How many of you out there foresaw that a 700 page book on wealth inequality written by a French economist would become the runaway bestseller of 2014? Why that is about as likely as the most accomplished, non-incumbent, well funded Establishment candidate finding herself in a real dogfight with a “fringe” candidate from Vermont who refuses corporate and SuperPAC campaign contributions. Thomas Piketty, the author of Capital in the Twenty-First Century has written a piece assessing the success of the Sanders’ movement and its prospects for ending the Age of Reagan.
Piketty does see pitfalls for the Sanders’ grassroots movement. The Democratic party is unified behind the Clintons and the overwhelming majority of the corporate owned media disapproves of the Sanders’ policy prescriptions, but according to Piketty, the writing is on the wall for the end of the Reagan era.
Piketty begins with a short history of the postwar ear when the New Deal coalition reigned supreme. It was an era of fiscal progressiveness with a top marginal rate of 91% on income and a high estate tax with reduced the concentration of capital. The effects of these policies was to vastly curtail economic inequality. Paul Krugman, in his The Conscience of a Liberal, includes other factors such as high levels of unionization in creating the “Great Compression" of income. The postwar “golden era” was the exception not the rule to American history. The greatest middle class society the world had ever seen was not without its detractors. The rich struck back by organizing. Think the Powell Memo. The Vietnam war protests, the civil rights’ movement, women’s rights’, gay rights’, and other movements undermined traditional white male authority, and they mobilized to end the era of the New Deal.
Piketty writes:
All this change sparked a muscular opposition, particularly among the financial elites and the reactionary fringe of the white electorate. Humiliated in Vietnam, 1970s America was further concerned that the losers of the second world war (Germany and Japan in the lead) were catching up at top speed. The US also suffered from the oil crisis, inflation and under-indexation of tax schedules. Surfing the waves of all these frustrations, Reagan was elected in 1980 on a program aiming to restore a mythical capitalism said to have existed in the past.
The culmination of this new program was the tax reform of 1986, which ended half a century of a progressive tax system and lowered the rate applicable to the highest incomes to 28%.

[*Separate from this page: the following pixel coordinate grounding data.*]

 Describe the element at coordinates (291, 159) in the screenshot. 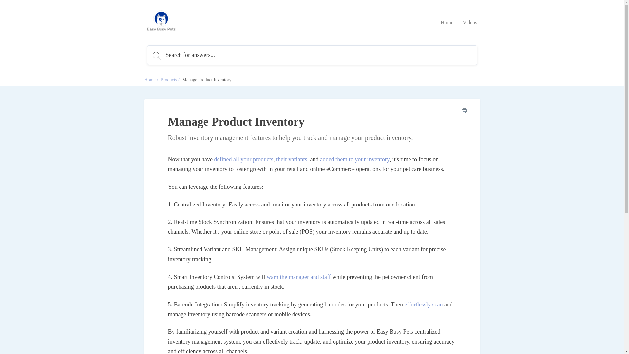

I see `their variants` at that location.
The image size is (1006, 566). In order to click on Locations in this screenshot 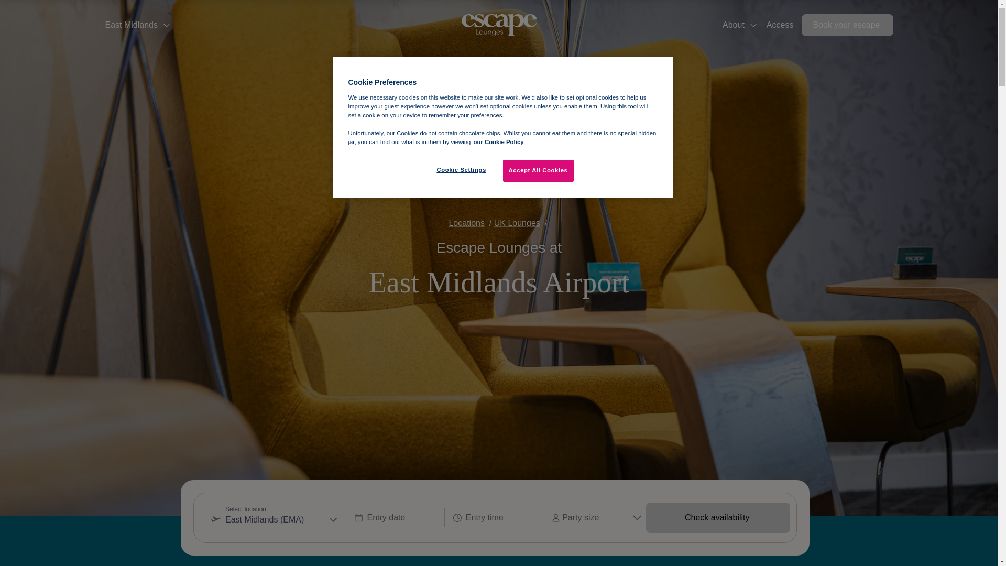, I will do `click(466, 222)`.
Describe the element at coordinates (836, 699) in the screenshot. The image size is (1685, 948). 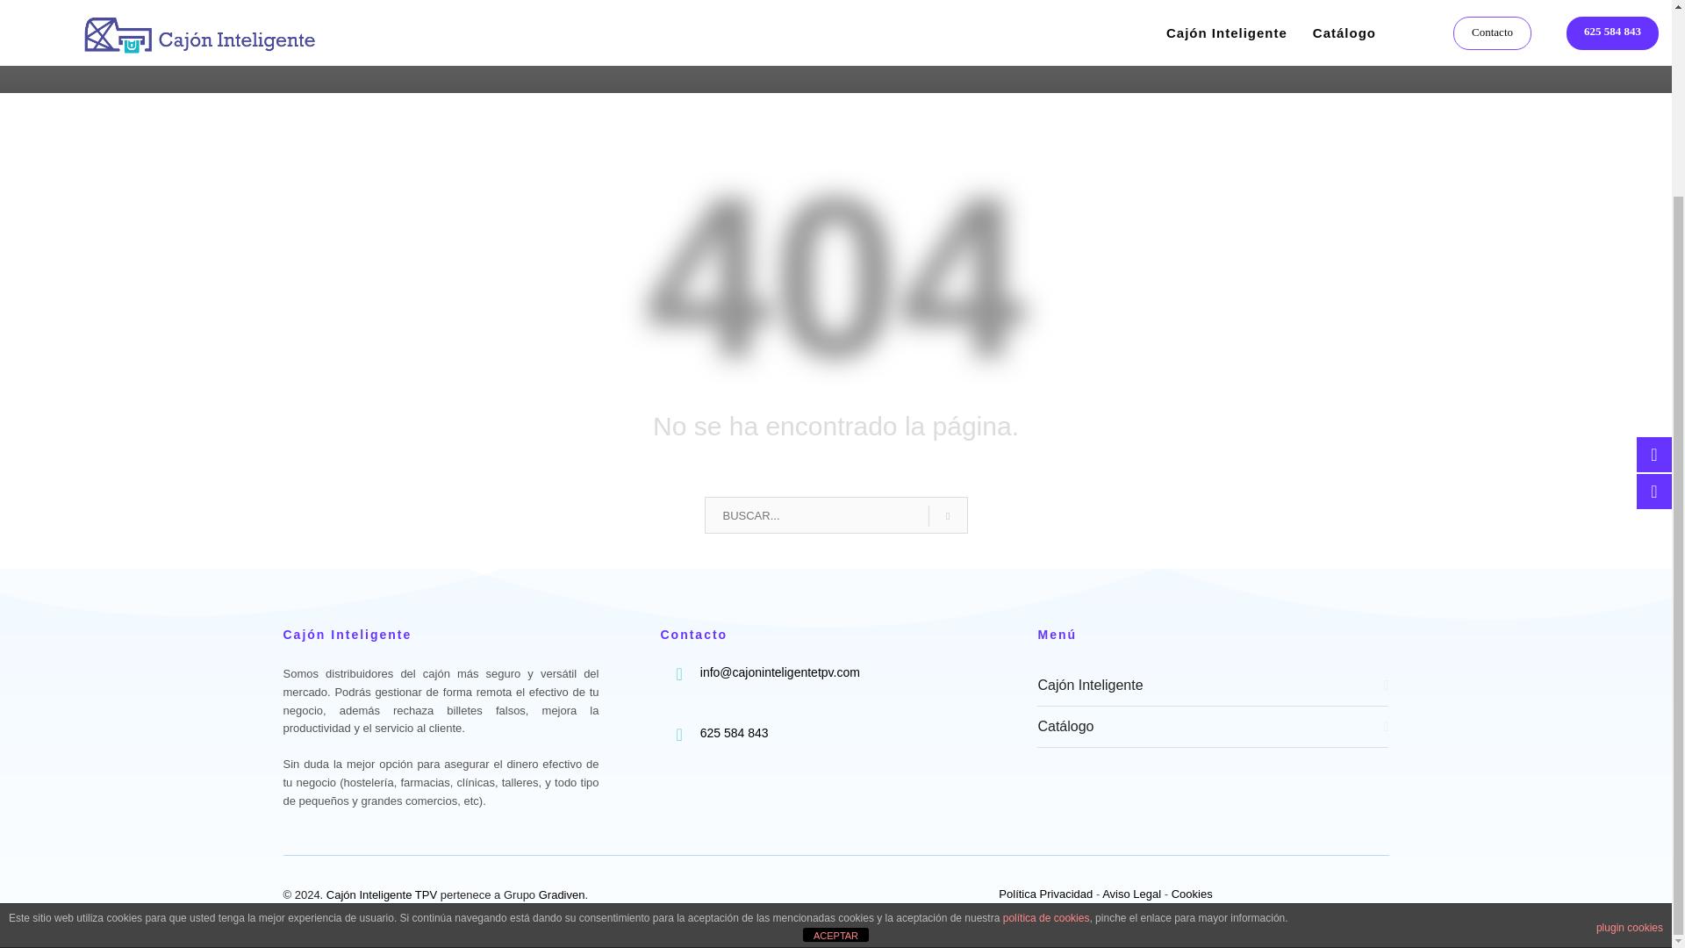
I see `ACEPTAR` at that location.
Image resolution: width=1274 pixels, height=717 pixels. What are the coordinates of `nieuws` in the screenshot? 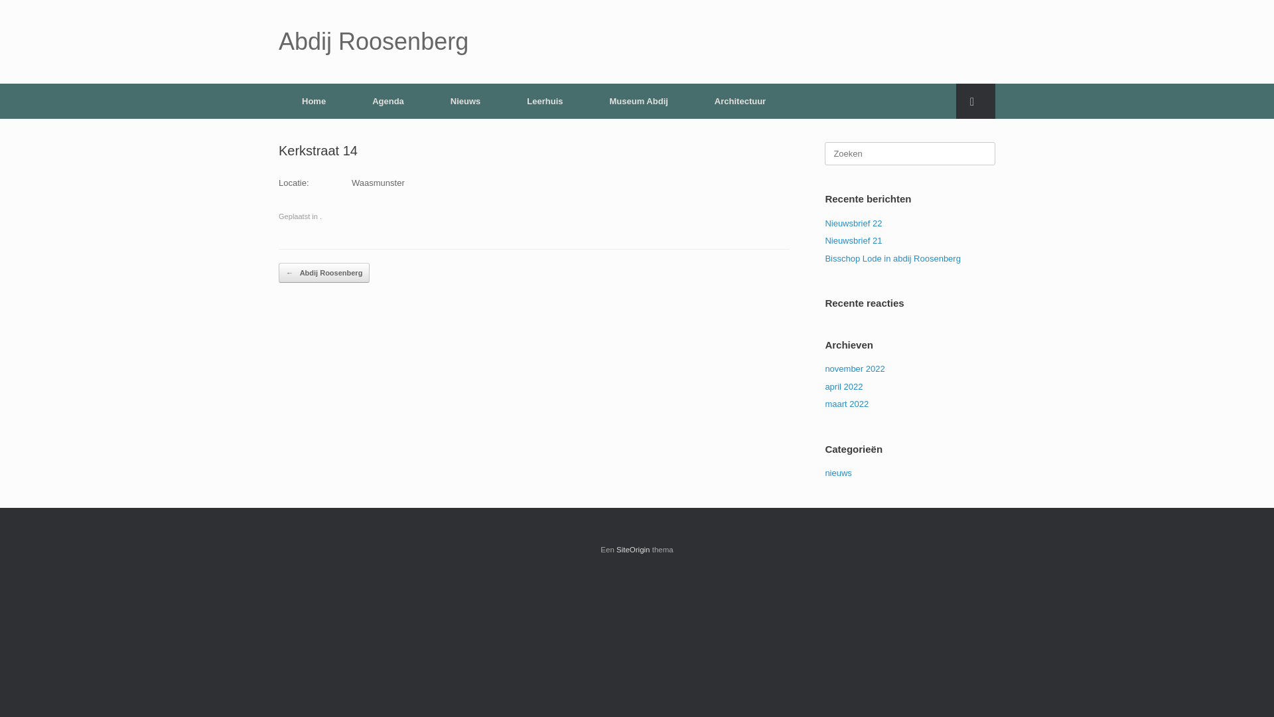 It's located at (838, 472).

Democrats never truly challenged this choice in the Clinton (1992-2000) and Obama (2008-2016) years, which stabilized the taxation rate at around 40% (two times lower than the average level for the period 1930 to 1980). This triggered an explosion of inequality coupled with incredibly high salaries for those who could get them, as well as a stagnation of revenues for most of America – all of which was accompanied by low growth (at a level still somewhat higher than Europe, mind you, as the old world was mired in other problems). (Emphasis mine.)
Piketty states that the United States is entering into another era of progressive policies, and the success of the Sanders’ movement illustrates the massive discontent with the neoliberal agenda which has produced increasing economic inequality and a precarious middle class. The whole article is worth a read. It is interesting to see the viewpoint of a foreign observer on our political culture. His viewpoint on Hillary Clinton as an “heiress of the Reagan-Clinton-Obama political regime” should give partisans a pause.
I’ll end this piece with an observation. I wish it was original, but it actually comes from a book from over twenty years ago. Stephen Skowronek, a political scientist, wrote a book entitled, The Politics Presidents Make: Leadership from John Adams to Bill Clinton. In this book, Professor Skowronek asserts that “great” Presidents destroy the previous political regime and create a new one. Thomas Jefferson destroyed the world of the Federalists. Andrew Jackson destroyed the disinterested patrician culture of the Virginia Dynasty. Abraham Lincoln destroyed the “Slave Power.” Franklin Roosevelt destroyed the symbiotic partnership between corporations and the GOP. Reagan destroyed the era of New Deal liberalism. In his revised edition, there is an interesting comparison between weak opponents of the dominant political culture. Think Andrew Johnson, Richard Nixon, and Bill Clinton. Something to ponder as you cast your votes to end the Age of Reagan.